In May of this year, OpenAI—the firm behind the revolutionary chatbot ChatGPT—rolled out specialised plugins for real estate portals to integrate into their search query offerings.
But now it has emerged that the plugins were quietly deactivated just one month after release. Redfin CEO Glenn Kelman revealed how a conversation with OpenAI CEO Sam Altman prompted a swift response to revoke access to the plugins.
The story goes that research published by real estate news site Inman in June asserted that chatbots posed discriminatory risks in the financial sector, with the Consumer Financial Protection Bureau (CFPB) finding that financial institutions using chatbots to solve customer faced significant risks by integrating them into their services.
The CFPB highlighted how a chatbot's "effectiveness wanes as problems become more complex", but more worryingly, financial institutions risked violating legal obligations, eroding customer trust, and causing consumer harm when deploying chatbot technology.
In the same month, Inman also conducted and published its own research and findings, asking ChatGPT which neighbourhoods in particular regions in the US had predominantly Latinx, Jewish or black demographics.
While the results ChatGPT offered were reasonably accurate, Inman pointed out that the responses delivered by chatbots like ChatGPT could potentially be used for discriminatory reasons, with buyers specifically avoiding particular neighbourhoods based on 'unfair' questions that contradict the Fair Housing Act (1968).
As Inman put it:
"[The Fair Housing Act] bars discrimination on the basis of race, religion, sex and family status. Significantly, though, it applies to 'direct providers of housing, such as landlords and real estate companies' as well as banks and other entities."
Furthermore, Sean Frank, co-founder and CEO of tech-focused Mainframe Real Estate in Florida, repeated the exercise and found that ChatGPT could be prompted to give responses that included links to real estate listings on Redfin's portal—in other words, consumers can search for and filter listings by filters that directly and overtly bypass the Fair Housing Act legislation.
Frank told Inman:
"[The Chatbot] thinks it’s being helpful.
"But it was just way too easy for it to say things that an agent couldn’t say."
A further 28-page report from Redfin was enough evidence for OpenAI to retract its real estate plugins with immediate effect.
Angela Cherry, spokesperson at Redfin said:
"We agree with their decision and are working together with OpenAI to ensure ChatGPT’s responses to users’ questions meet fair housing standards—an issue we raised with them and are optimistic that they’ll be able to address."
Meanwhile, Zillow is "pursuing other AI opportunities", according to spokesperson Claire Carroll:
"The generative AI space is fast-moving, and we’re excited about the ways it will help our customers and partners."
So—for now at least—OpenAI doesn't offer portals any plugins for real estate portals. How long will it take (if ever) for an AI chatbot to respond to customer enquiries without submerging agents in hot water?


== Problem statement ==
In the records below, find the line that contains "Locate an element on the screen. The" and the line that contains "pyautogui.click(x=<x>, y=<y>)"; write out exactly those two lines and everything between them, without the pictures.

== Provided information ==
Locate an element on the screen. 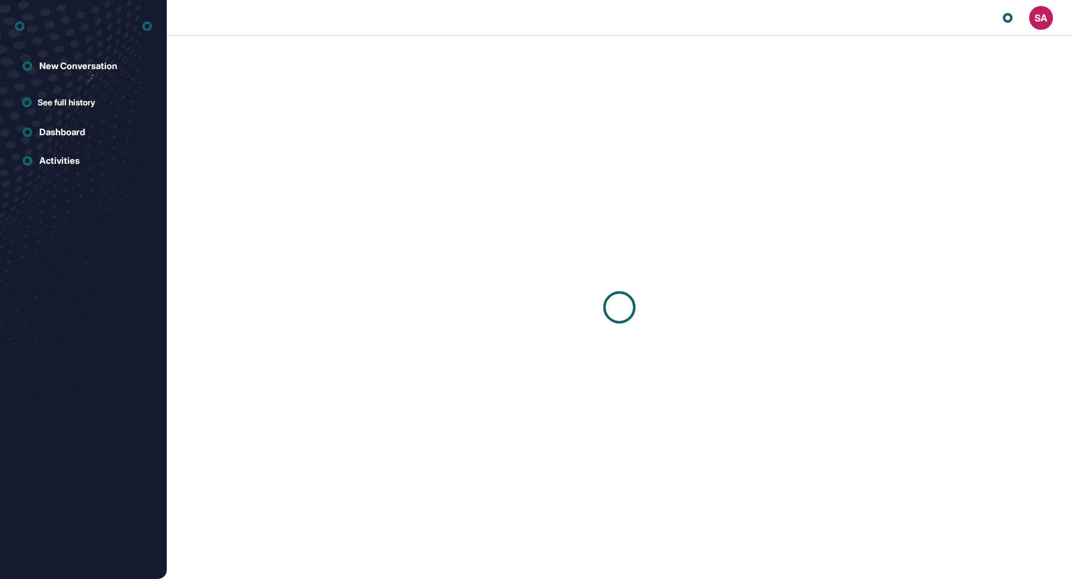 The height and width of the screenshot is (579, 1072). div: New Conversation is located at coordinates (78, 66).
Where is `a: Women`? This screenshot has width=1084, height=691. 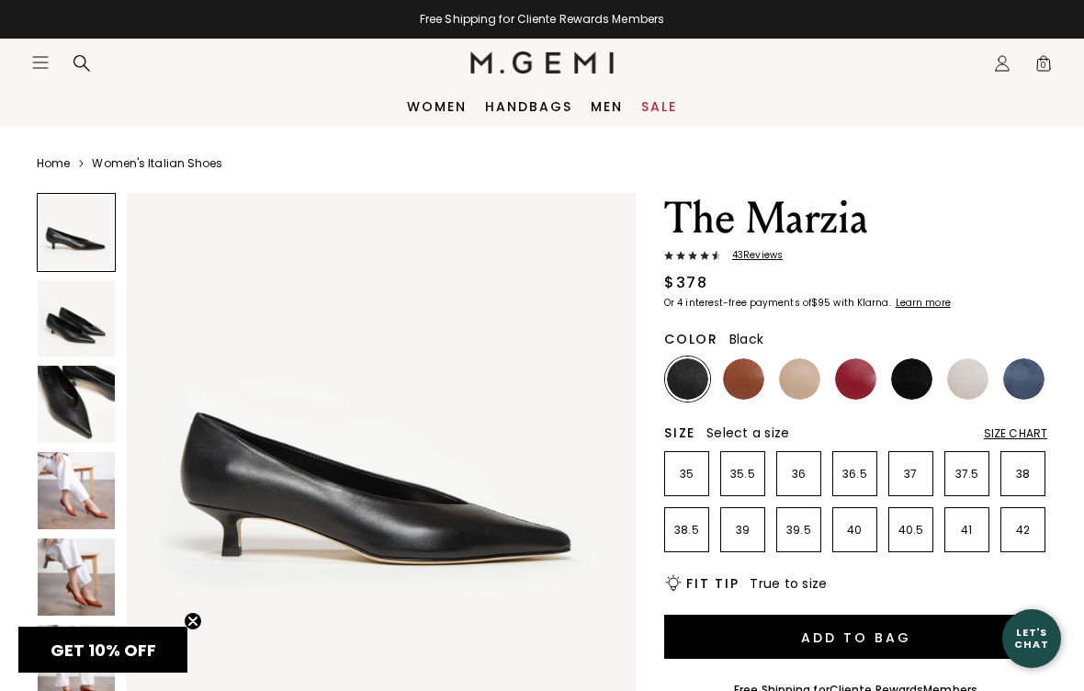 a: Women is located at coordinates (436, 107).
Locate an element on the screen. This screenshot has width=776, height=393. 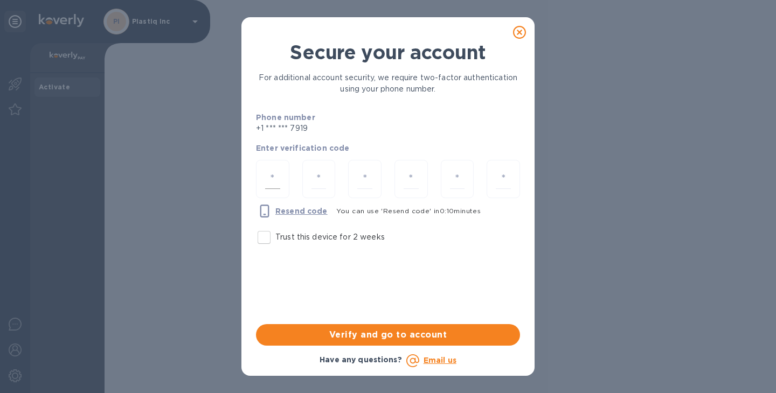
a: Email us is located at coordinates (440, 360).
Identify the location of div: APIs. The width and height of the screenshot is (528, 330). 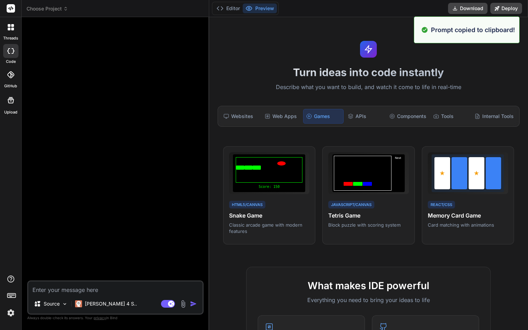
(365, 116).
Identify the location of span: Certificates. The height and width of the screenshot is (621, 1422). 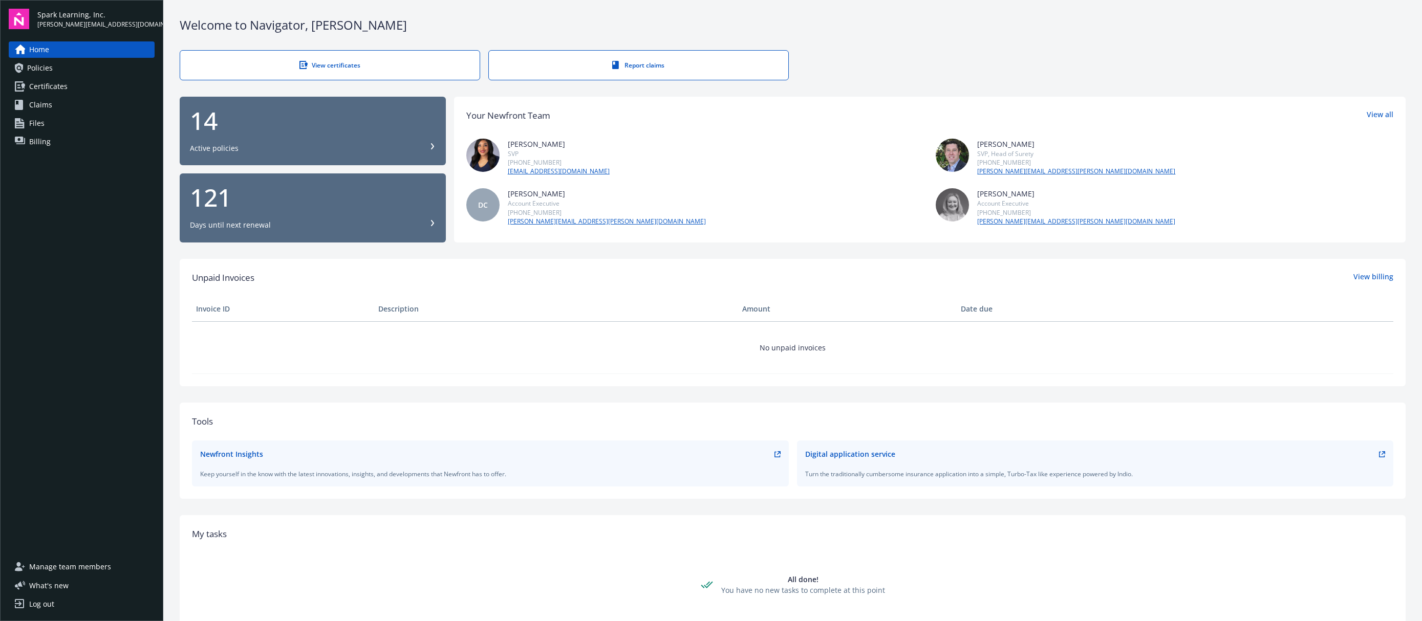
(48, 86).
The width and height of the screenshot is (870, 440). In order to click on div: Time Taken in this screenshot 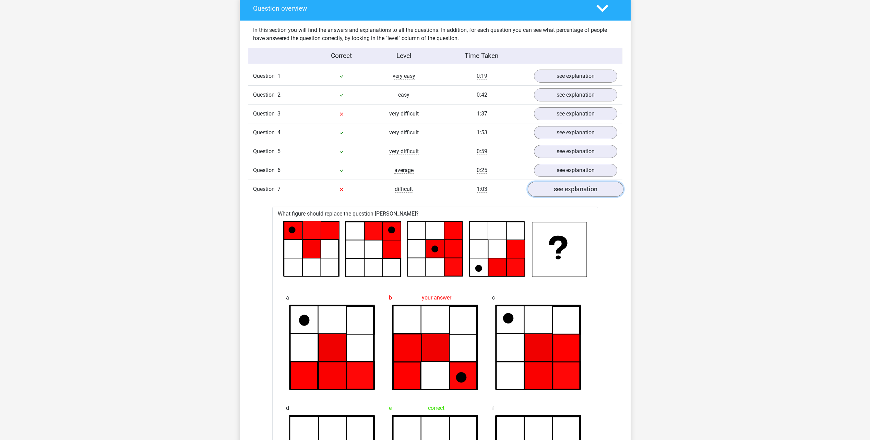, I will do `click(481, 56)`.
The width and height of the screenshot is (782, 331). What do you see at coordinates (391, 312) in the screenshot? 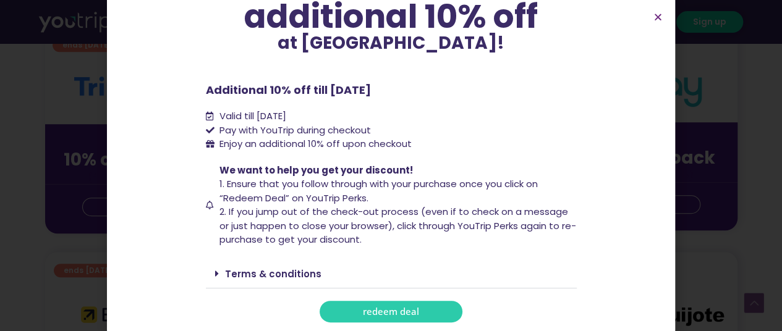
I see `span: redeem deal` at bounding box center [391, 312].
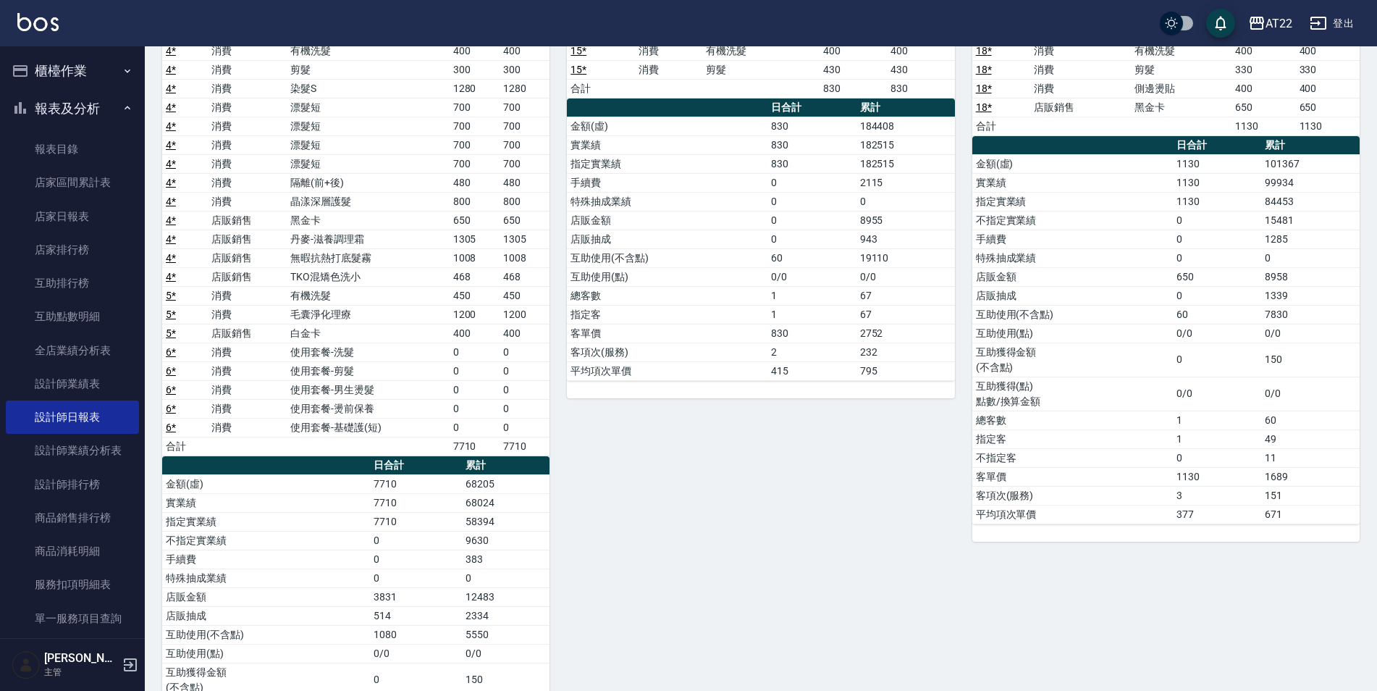 The image size is (1377, 691). I want to click on td: 不指定實業績, so click(1072, 220).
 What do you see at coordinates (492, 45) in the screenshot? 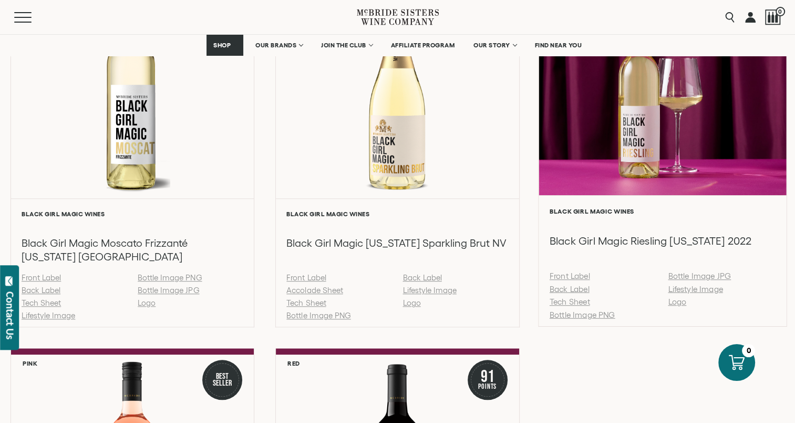
I see `span: OUR STORY` at bounding box center [492, 45].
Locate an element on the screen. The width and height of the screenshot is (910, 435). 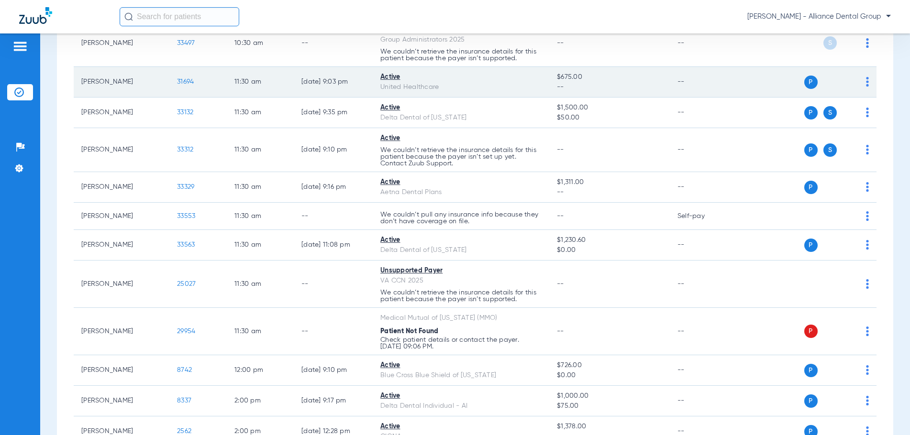
div: Group Administrators 2025 is located at coordinates (461, 40).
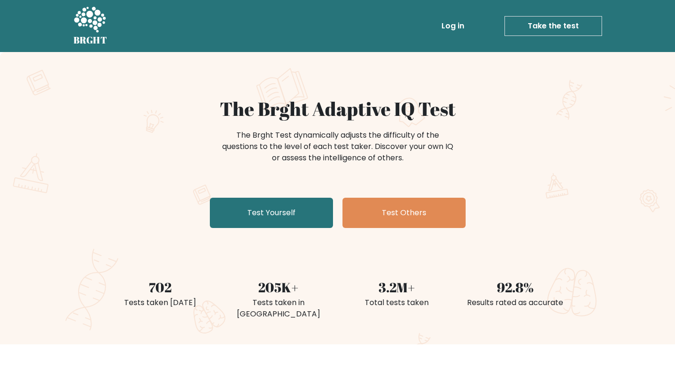 This screenshot has height=368, width=675. What do you see at coordinates (453, 26) in the screenshot?
I see `a: Log in` at bounding box center [453, 26].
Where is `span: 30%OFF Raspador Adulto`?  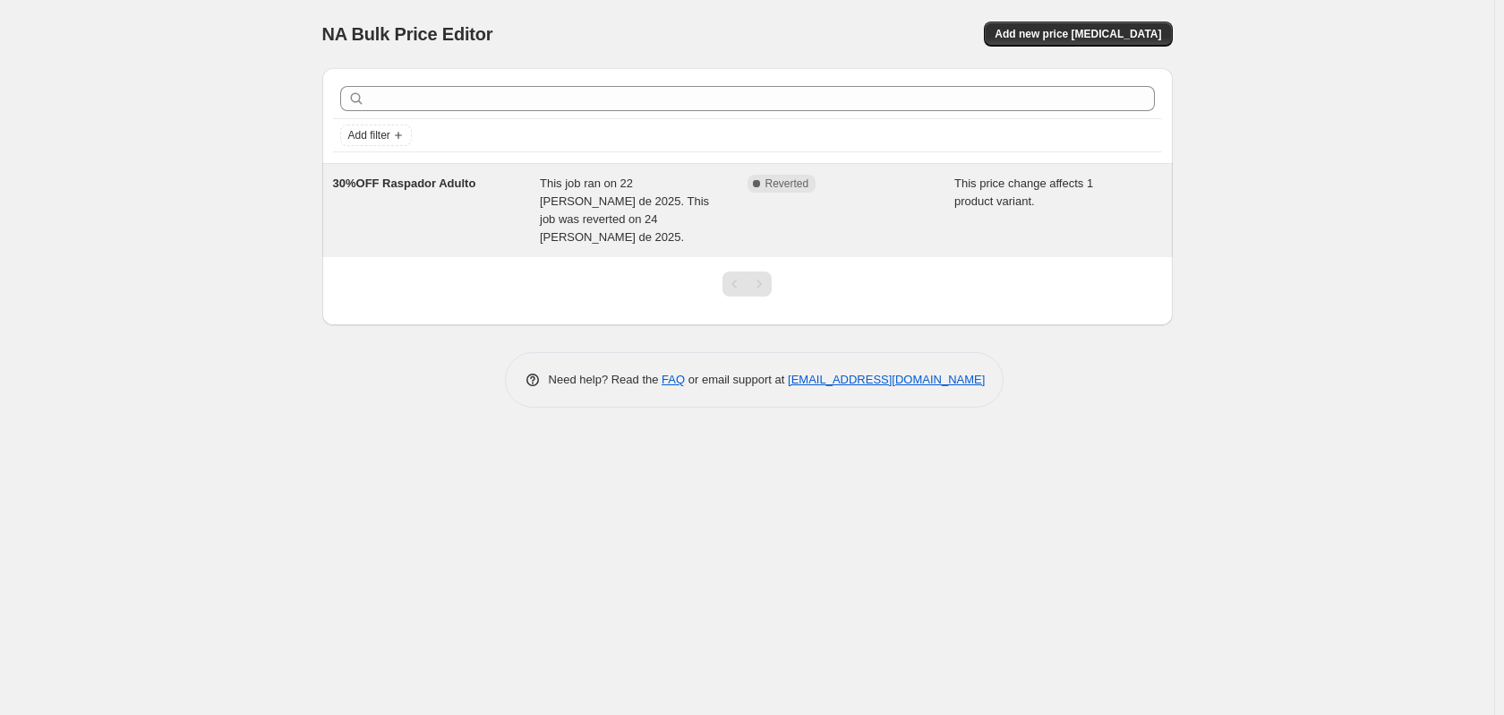
span: 30%OFF Raspador Adulto is located at coordinates (405, 183).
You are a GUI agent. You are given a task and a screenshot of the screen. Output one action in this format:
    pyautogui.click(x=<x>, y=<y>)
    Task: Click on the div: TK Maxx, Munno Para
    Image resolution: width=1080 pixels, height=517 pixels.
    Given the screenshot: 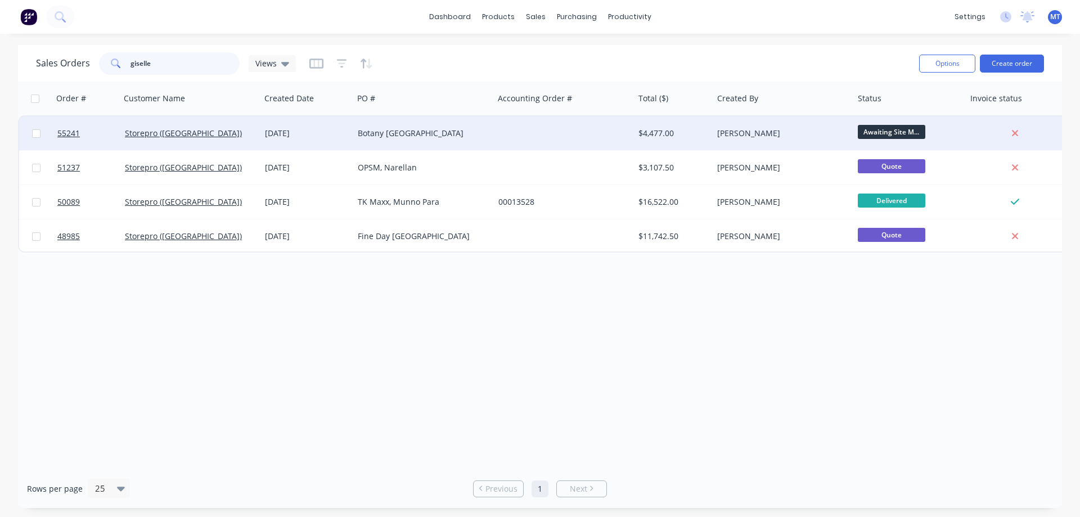 What is the action you would take?
    pyautogui.click(x=420, y=202)
    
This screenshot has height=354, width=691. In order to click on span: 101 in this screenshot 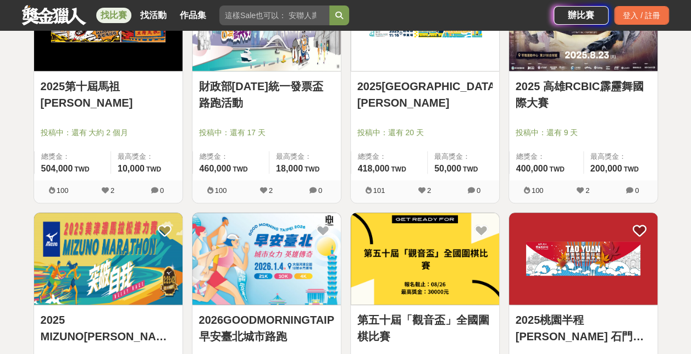, I will do `click(380, 190)`.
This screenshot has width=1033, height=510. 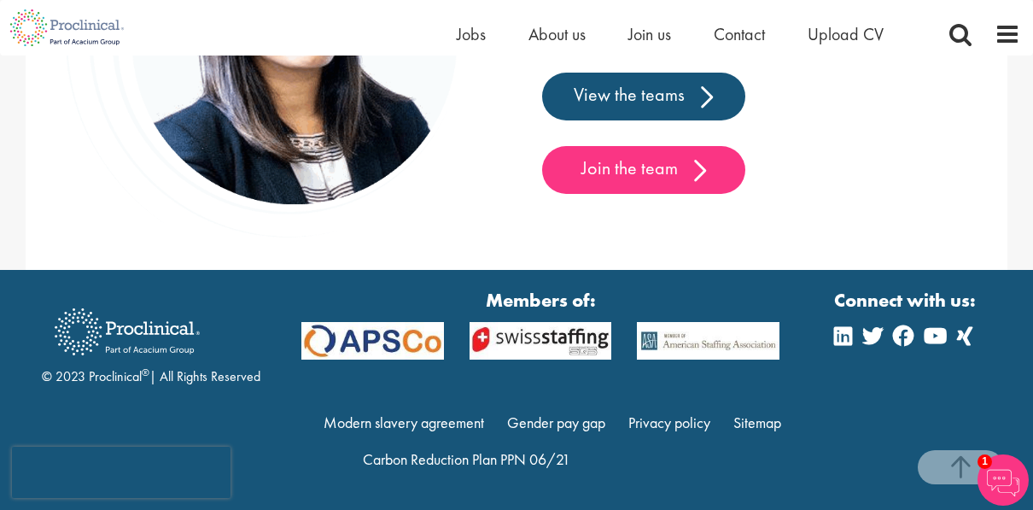 I want to click on a: Join the team, so click(x=644, y=170).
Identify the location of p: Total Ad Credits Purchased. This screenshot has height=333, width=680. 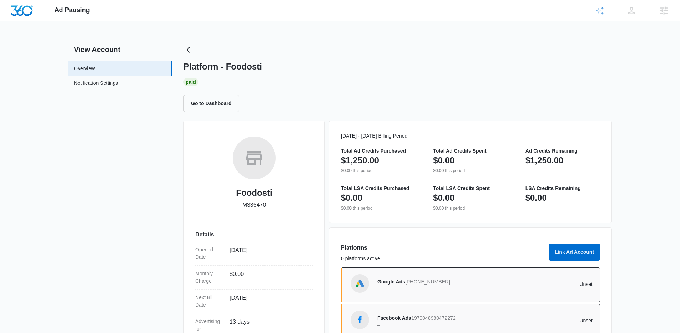
(378, 151).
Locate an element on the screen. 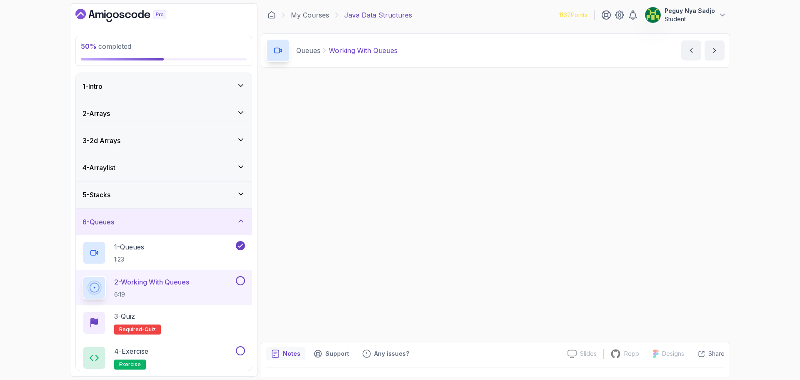 The image size is (800, 380). p: Share is located at coordinates (716, 353).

== Expected output ==
Locate an element on the screen. The width and height of the screenshot is (910, 435). 
div: Group Administrators 2025 is located at coordinates (461, 40).
 This screenshot has height=368, width=675. What do you see at coordinates (453, 26) in the screenshot?
I see `a: Log in` at bounding box center [453, 26].
Where is `span: 30%OFF Raspador Adulto`?  
span: 30%OFF Raspador Adulto is located at coordinates (405, 183).
You are a GUI agent. You are given a task and a screenshot of the screen. Output one action in this format:
    pyautogui.click(x=<x>, y=<y>)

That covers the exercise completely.